Located away from the citys tourist epicenter, Flowers explains, Sams Town is the locals casino, the workingmans casino. Whereas a lot of people tried to draw comparisons between the first album and the glitz and glamour of the Strip, we went out into the tumbleweeds, into the outskirts, for this one. The album at once evokes several American myths of self-reinvention, of the frontier spirit, of getting the hell out of this nowhere town and instantiates an almost antiquated one: the Great American Rock Album. Guitars swoop down from on high, choruses ascend majestically and you cant twirl a drumstick without hitting the words highway, Main Street or desert rain.
Its nostalgia electrified, and if Flowers sounds like a fawning kid when he talks about Born to Run, he sounds like your grandpa when talking about Sams Town. I wanted to bring up things that are dying: morals and things that you hold dear, he explains. My dad always wanted old phones around, old cars to work on. Youre not going to want my wifes Prius to work on in 50 years. Youre not going to want my BlackBerry. And with that there are human things were losing, too. Little kids with these things, he says, holding up his two-way pager and shaking his head in disgust. That sucks.

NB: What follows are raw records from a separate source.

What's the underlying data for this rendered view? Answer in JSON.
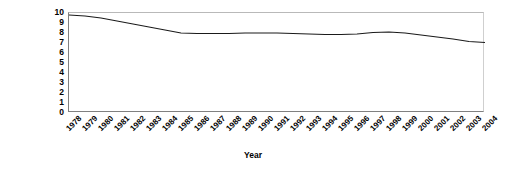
{
  "chart_data": {
    "type": "line",
    "title": "",
    "xlabel": "Year",
    "ylabel": "Litres per 100 kilometres",
    "x": [
      1978,
      1979,
      1980,
      1981,
      1982,
      1983,
      1984,
      1985,
      1986,
      1987,
      1988,
      1989,
      1990,
      1991,
      1992,
      1993,
      1994,
      1995,
      1996,
      1997,
      1998,
      1999,
      2000,
      2001,
      2002,
      2003,
      2004
    ],
    "categories": [
      "1978",
      "1979",
      "1980",
      "1981",
      "1982",
      "1983",
      "1984",
      "1985",
      "1986",
      "1987",
      "1988",
      "1989",
      "1990",
      "1991",
      "1992",
      "1993",
      "1994",
      "1995",
      "1996",
      "1997",
      "1998",
      "1999",
      "2000",
      "2001",
      "2002",
      "2003",
      "2004"
    ],
    "values": [
      9.8,
      9.7,
      9.5,
      9.2,
      8.9,
      8.6,
      8.3,
      8.0,
      7.95,
      7.95,
      7.95,
      8.0,
      8.0,
      8.0,
      7.95,
      7.9,
      7.85,
      7.85,
      7.9,
      8.05,
      8.1,
      8.0,
      7.8,
      7.6,
      7.4,
      7.15,
      7.05
    ],
    "series": [
      {
        "name": "Litres per 100 kilometres",
        "color": "#1a1a1a",
        "values": [
          9.8,
          9.7,
          9.5,
          9.2,
          8.9,
          8.6,
          8.3,
          8.0,
          7.95,
          7.95,
          7.95,
          8.0,
          8.0,
          8.0,
          7.95,
          7.9,
          7.85,
          7.85,
          7.9,
          8.05,
          8.1,
          8.0,
          7.8,
          7.6,
          7.4,
          7.15,
          7.05
        ]
      }
    ],
    "yticks": [
      10,
      9,
      8,
      7,
      6,
      5,
      4,
      3,
      2,
      1,
      0
    ],
    "ytick_labels": [
      "10",
      "9",
      "8",
      "7",
      "6",
      "5",
      "4",
      "3",
      "2",
      "1",
      "0"
    ],
    "ylim": [
      0,
      10
    ],
    "xlim": [
      1978,
      2004
    ],
    "grid": false,
    "legend": false,
    "legend_position": "none",
    "line_color": "#1a1a1a",
    "plot_background": "#ffffff",
    "axis_color": "#808080"
  }
}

Its VMA night. The Killers are standing on a riser in front of Radio City, and Kurt Loder is interviewing them. Flowers is wearing his Dior track jacket and, despite the fact that it is nighttime, sunglasses. While the singer fields questions with a nervous chuckle, Keuning self-consciously adjusts his flowing mane, and Stoermer and Vannucci also in sunglasses nod quietly and shift their weight. Its palpably uncomfortable, and the band cant get through it quickly enough.
Besides the Killers, tonights performers include Beyoncé, Justin Timberlake, Panic! At the Disco, OK Go and the All-American Rejects. If not the biggest night in music thats probably the Grammys or, these days, the American Idol finale this is certainly the flashiest, and the Killers are the evenings top rock dogs. Were also the toughest rock act, Flowers says with a laugh. Which is pretty sad!
Theyve been given the final slot, to close out the show with When You Were Young, and the transformation from awkward red-carpet Flowers to onstage Flowers is stunning. As one of the greatest guitar lines ever written chimes through Radio City, his voice rings out unfettered by the Anglophile mannerisms he cultivated on Hot Fuss or by the aw-shucks drawl of his speaking voice. In designer Western wear, Flowers whoops about hurricanes, mountains and Jesus over his bands gorgeous clamor.
When the song ends, Keuning, Stoermer and Vannucci will party-hop until 4 a.m., schmoozing with Jay-Z, Beyoncé and yep Axl Rose, who blessed their performance with a shrieking introduction. Flowers, though, will leave quietly with Tana for the hotel: The doting husband has an 11:30 bedtime.